→ Saved data entries:

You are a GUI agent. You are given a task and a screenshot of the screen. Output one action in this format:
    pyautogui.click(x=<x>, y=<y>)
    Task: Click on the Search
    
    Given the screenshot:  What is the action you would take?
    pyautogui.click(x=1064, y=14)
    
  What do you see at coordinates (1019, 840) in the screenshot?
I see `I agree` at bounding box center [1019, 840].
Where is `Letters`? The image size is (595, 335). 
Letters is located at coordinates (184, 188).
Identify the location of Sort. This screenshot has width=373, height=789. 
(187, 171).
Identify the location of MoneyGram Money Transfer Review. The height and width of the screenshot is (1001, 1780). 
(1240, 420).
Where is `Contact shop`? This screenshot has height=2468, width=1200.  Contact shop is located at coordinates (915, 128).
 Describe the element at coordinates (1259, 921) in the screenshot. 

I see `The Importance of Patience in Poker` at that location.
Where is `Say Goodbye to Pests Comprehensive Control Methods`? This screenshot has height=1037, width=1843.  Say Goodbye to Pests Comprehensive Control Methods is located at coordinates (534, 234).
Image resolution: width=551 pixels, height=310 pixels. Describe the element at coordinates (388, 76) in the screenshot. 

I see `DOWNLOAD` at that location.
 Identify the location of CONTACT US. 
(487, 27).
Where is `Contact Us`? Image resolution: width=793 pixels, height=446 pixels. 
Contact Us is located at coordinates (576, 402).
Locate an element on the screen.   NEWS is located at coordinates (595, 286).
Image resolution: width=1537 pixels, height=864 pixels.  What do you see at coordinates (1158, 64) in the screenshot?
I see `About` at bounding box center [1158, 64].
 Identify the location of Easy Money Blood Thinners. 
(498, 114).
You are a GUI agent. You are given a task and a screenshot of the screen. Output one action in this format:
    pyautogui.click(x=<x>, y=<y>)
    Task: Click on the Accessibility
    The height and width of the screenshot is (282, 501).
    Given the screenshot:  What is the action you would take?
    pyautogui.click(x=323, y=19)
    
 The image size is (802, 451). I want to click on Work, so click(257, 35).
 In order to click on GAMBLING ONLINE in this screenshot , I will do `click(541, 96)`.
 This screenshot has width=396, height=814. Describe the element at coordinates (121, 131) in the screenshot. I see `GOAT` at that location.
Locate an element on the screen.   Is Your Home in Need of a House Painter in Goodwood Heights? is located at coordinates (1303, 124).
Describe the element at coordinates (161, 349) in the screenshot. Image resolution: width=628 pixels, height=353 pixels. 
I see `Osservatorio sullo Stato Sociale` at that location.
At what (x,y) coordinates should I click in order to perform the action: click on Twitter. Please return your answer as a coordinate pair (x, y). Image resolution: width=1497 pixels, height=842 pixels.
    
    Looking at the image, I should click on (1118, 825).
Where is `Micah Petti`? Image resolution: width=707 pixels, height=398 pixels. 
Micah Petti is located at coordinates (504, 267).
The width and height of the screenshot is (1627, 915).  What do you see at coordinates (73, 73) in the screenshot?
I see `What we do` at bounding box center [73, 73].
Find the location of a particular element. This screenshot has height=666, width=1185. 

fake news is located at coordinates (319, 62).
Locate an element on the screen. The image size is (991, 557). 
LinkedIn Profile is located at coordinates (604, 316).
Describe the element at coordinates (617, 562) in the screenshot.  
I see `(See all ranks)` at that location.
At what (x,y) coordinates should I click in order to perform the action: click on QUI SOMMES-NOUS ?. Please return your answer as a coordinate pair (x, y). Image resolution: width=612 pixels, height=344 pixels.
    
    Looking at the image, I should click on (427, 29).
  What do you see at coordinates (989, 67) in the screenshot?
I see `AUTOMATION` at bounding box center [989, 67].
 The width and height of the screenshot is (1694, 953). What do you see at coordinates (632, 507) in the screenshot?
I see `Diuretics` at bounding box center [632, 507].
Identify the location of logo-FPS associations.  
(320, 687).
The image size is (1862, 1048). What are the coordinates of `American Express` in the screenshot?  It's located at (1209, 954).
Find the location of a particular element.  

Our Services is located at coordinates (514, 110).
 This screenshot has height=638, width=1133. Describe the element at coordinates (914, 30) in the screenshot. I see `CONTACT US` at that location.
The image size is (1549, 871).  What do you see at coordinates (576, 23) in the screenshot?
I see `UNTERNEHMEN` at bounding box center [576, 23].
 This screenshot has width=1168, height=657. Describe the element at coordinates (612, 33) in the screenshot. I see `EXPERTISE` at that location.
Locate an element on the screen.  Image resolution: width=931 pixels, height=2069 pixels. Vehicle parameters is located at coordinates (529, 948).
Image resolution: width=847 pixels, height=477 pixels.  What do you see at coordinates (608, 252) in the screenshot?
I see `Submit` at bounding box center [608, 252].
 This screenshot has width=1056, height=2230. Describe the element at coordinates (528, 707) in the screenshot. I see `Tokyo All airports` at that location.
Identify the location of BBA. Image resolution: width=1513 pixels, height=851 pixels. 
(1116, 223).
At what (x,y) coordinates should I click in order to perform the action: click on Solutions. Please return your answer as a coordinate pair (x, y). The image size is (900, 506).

→ To do: Repeat the data verbatim.

→ Task response:
You are a GUI agent. You are given a task and a screenshot of the screen. Output one action in this format:
    pyautogui.click(x=<x>, y=<y>)
    Task: Click on the Search
    
    Given the screenshot:  What is the action you would take?
    pyautogui.click(x=1064, y=14)
    
  What do you see at coordinates (1019, 840) in the screenshot?
I see `I agree` at bounding box center [1019, 840].
Where is `Letters`? The image size is (595, 335). 
Letters is located at coordinates (184, 188).
Identify the location of Sort. This screenshot has width=373, height=789. 
(187, 171).
Identify the location of MoneyGram Money Transfer Review. The height and width of the screenshot is (1001, 1780). 
(1240, 420).
Where is `Contact shop`? This screenshot has height=2468, width=1200.  Contact shop is located at coordinates (915, 128).
 Describe the element at coordinates (1259, 921) in the screenshot. 

I see `The Importance of Patience in Poker` at that location.
Where is `Say Goodbye to Pests Comprehensive Control Methods`? This screenshot has height=1037, width=1843.  Say Goodbye to Pests Comprehensive Control Methods is located at coordinates (534, 234).
Image resolution: width=551 pixels, height=310 pixels. Describe the element at coordinates (388, 76) in the screenshot. 

I see `DOWNLOAD` at that location.
 Identify the location of CONTACT US. 
(487, 27).
Where is `Contact Us`? Image resolution: width=793 pixels, height=446 pixels. 
Contact Us is located at coordinates (576, 402).
Locate an element on the screen.   NEWS is located at coordinates (595, 286).
Image resolution: width=1537 pixels, height=864 pixels.  What do you see at coordinates (1158, 64) in the screenshot?
I see `About` at bounding box center [1158, 64].
 Identify the location of Easy Money Blood Thinners. 
(498, 114).
You are a GUI agent. You are given a task and a screenshot of the screen. Output one action in this format:
    pyautogui.click(x=<x>, y=<y>)
    Task: Click on the Accessibility
    The height and width of the screenshot is (282, 501).
    Given the screenshot:  What is the action you would take?
    pyautogui.click(x=323, y=19)
    
 The image size is (802, 451). I want to click on Work, so click(257, 35).
 In order to click on GAMBLING ONLINE in this screenshot , I will do `click(541, 96)`.
 This screenshot has width=396, height=814. Describe the element at coordinates (121, 131) in the screenshot. I see `GOAT` at that location.
Locate an element on the screen.   Is Your Home in Need of a House Painter in Goodwood Heights? is located at coordinates (1303, 124).
Describe the element at coordinates (161, 349) in the screenshot. Image resolution: width=628 pixels, height=353 pixels. 
I see `Osservatorio sullo Stato Sociale` at that location.
At what (x,y) coordinates should I click in order to perform the action: click on Twitter. Please return your answer as a coordinate pair (x, y). Image resolution: width=1497 pixels, height=842 pixels.
    
    Looking at the image, I should click on (1118, 825).
Where is `Micah Petti`? Image resolution: width=707 pixels, height=398 pixels. 
Micah Petti is located at coordinates (504, 267).
The width and height of the screenshot is (1627, 915).  What do you see at coordinates (73, 73) in the screenshot?
I see `What we do` at bounding box center [73, 73].
Find the location of a particular element. This screenshot has height=666, width=1185. 

fake news is located at coordinates (319, 62).
Locate an element on the screen. The image size is (991, 557). 
LinkedIn Profile is located at coordinates (604, 316).
Describe the element at coordinates (617, 562) in the screenshot.  
I see `(See all ranks)` at that location.
At what (x,y) coordinates should I click in order to perform the action: click on QUI SOMMES-NOUS ?. Please return your answer as a coordinate pair (x, y). Image resolution: width=612 pixels, height=344 pixels.
    
    Looking at the image, I should click on (427, 29).
  What do you see at coordinates (989, 67) in the screenshot?
I see `AUTOMATION` at bounding box center [989, 67].
 The width and height of the screenshot is (1694, 953). What do you see at coordinates (632, 507) in the screenshot?
I see `Diuretics` at bounding box center [632, 507].
Identify the location of logo-FPS associations.  
(320, 687).
The image size is (1862, 1048). What are the coordinates of `American Express` in the screenshot?  It's located at (1209, 954).
Find the location of a particular element.  

Our Services is located at coordinates (514, 110).
 This screenshot has height=638, width=1133. Describe the element at coordinates (914, 30) in the screenshot. I see `CONTACT US` at that location.
The image size is (1549, 871).  What do you see at coordinates (576, 23) in the screenshot?
I see `UNTERNEHMEN` at bounding box center [576, 23].
 This screenshot has width=1168, height=657. Describe the element at coordinates (612, 33) in the screenshot. I see `EXPERTISE` at that location.
Locate an element on the screen.  Image resolution: width=931 pixels, height=2069 pixels. Vehicle parameters is located at coordinates (529, 948).
Image resolution: width=847 pixels, height=477 pixels.  What do you see at coordinates (608, 252) in the screenshot?
I see `Submit` at bounding box center [608, 252].
 This screenshot has width=1056, height=2230. Describe the element at coordinates (528, 707) in the screenshot. I see `Tokyo All airports` at that location.
Identify the location of BBA. Image resolution: width=1513 pixels, height=851 pixels. 
(1116, 223).
At what (x,y) coordinates should I click in order to perform the action: click on Solutions. Please return your answer as a coordinate pair (x, y). The image size is (900, 506).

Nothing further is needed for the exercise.